TVD Radar: Pere Ubu, Nuke The Whales
2006–2014
4LP box set
in stores 4/1

VIA PRESS RELEASE | New four disc box set newly remixed by David Thomas. Includes Why I Luv Women, Long Live Père Ubu!, Lady From Shanghai, and Carnival Of Souls. Fans can purchase an early copy of the box set at the Canterbury Tales live show 11th February ft. David Thomas & Two Pale Boys, Bob Holman, and Rats on Rafts.

Rewriting the history of music, Pere Ubu continue to confound convention and shift personnel. Nuke The Whales traces the innovative process between 2006 and 2014; turning possible pulp fiction into art, providing a musical adaptation of the 1896 play that gave them their name, scoring the 1962 film Carnival Of Souls and re-inventing the very concept of recording music on Lady Of Shanghai. Nuke The Whales is a nod of respect to a couple in Cleveland who would daub such messages over the big news stations’ advertising boards.

All four albums have been remixed by David Thomas in 2021; the renamed Why I LUV Women originally released on Glitterhouse in 2006 bore the line, “This is an irony-free recording,” it gains its first vinyl release. David Thomas says “I did an album of love songs. I studied the question of why I love women and I was concerned of people not accessing the deeper level on the songs, so I threw in the John Thompson-esque title to throw people off—or on to—the scent. It ended up in garbage bins in radio stations despite a full explanatory press release. You need me to spell it out? I spell it out for you on this release.”
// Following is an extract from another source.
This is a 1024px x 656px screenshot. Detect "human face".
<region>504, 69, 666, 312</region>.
Long Live Père Ubu! was originally released on Cooking Vinyl in 2009, and Lady From Shanghai, their Fire debut for Fire in 2013 and its follow up Carnival Of Souls released the following year, complete the set.
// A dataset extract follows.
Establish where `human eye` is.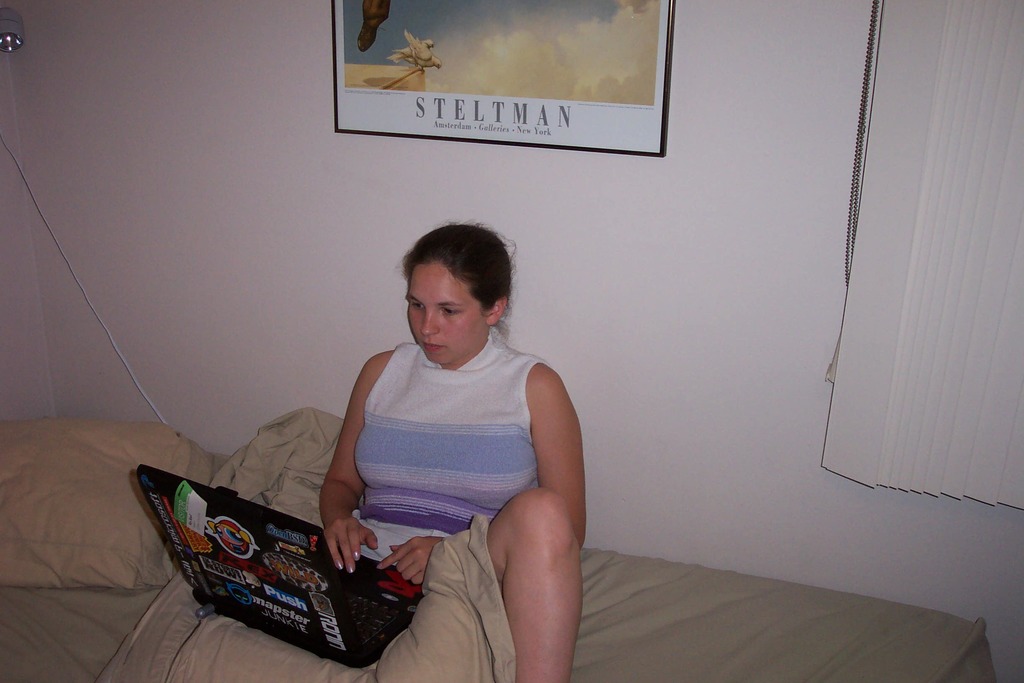
Established at (440, 307, 462, 317).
This love/hate interplay was followed by Long Live Père Ubu!—a soundtrack to a musical adaptation of the play from which the band took its name featuring the unique vocals of Sarah Jane Morris who played the part of Ubu’s wife both here in vinyl and in theatres, premiering at Queen Elizabeth Hall in London in 2008, followed by two years of subsequent touring by the band in traditional music venues.

“Reflecting the original play’s deliberately repugnant manner, the accompaniment is full of martial, rat-a-tat drum fusillades and pompous marches, synth whines, washes of white noise and colossal bouts of belching” exclaimed The Independent at the time, while Record Collector noted its “skronking, squalling rhythms and melodic snippets undulating round a pulsating soundscape.”

Four years on and the recording process was reinvented as Pere Ubu members recorded their parts for Lady From Shanghai “in isolation, unrehearsed but according to Thomas’s quite particular and faintly perverse rules,” said The Guardian. Originally released on the 35th anniversary of the group’s debut, The Modern Dance, it took the idea of unprompted spinning pirouettes where the dance encourages the body to move without permission; and fixed it for all; a latter day re-evaluation of the dance genre.

And so, the last act here, takes place in an abandoned carnival pavilion, mirroring the 1962 film Carnival Of Souls, it’s a haunting “underscore” to a tale of alienation, as AllMusic noted of the track “Dr Faustus,” it “combines metallic percussion, spare guitars and David Thomas’ muttered vocals into something rustic and rickety, yet threatening at a moment’s notice.” Two of its tracks were picked up by the successful TV series, American Horror Story.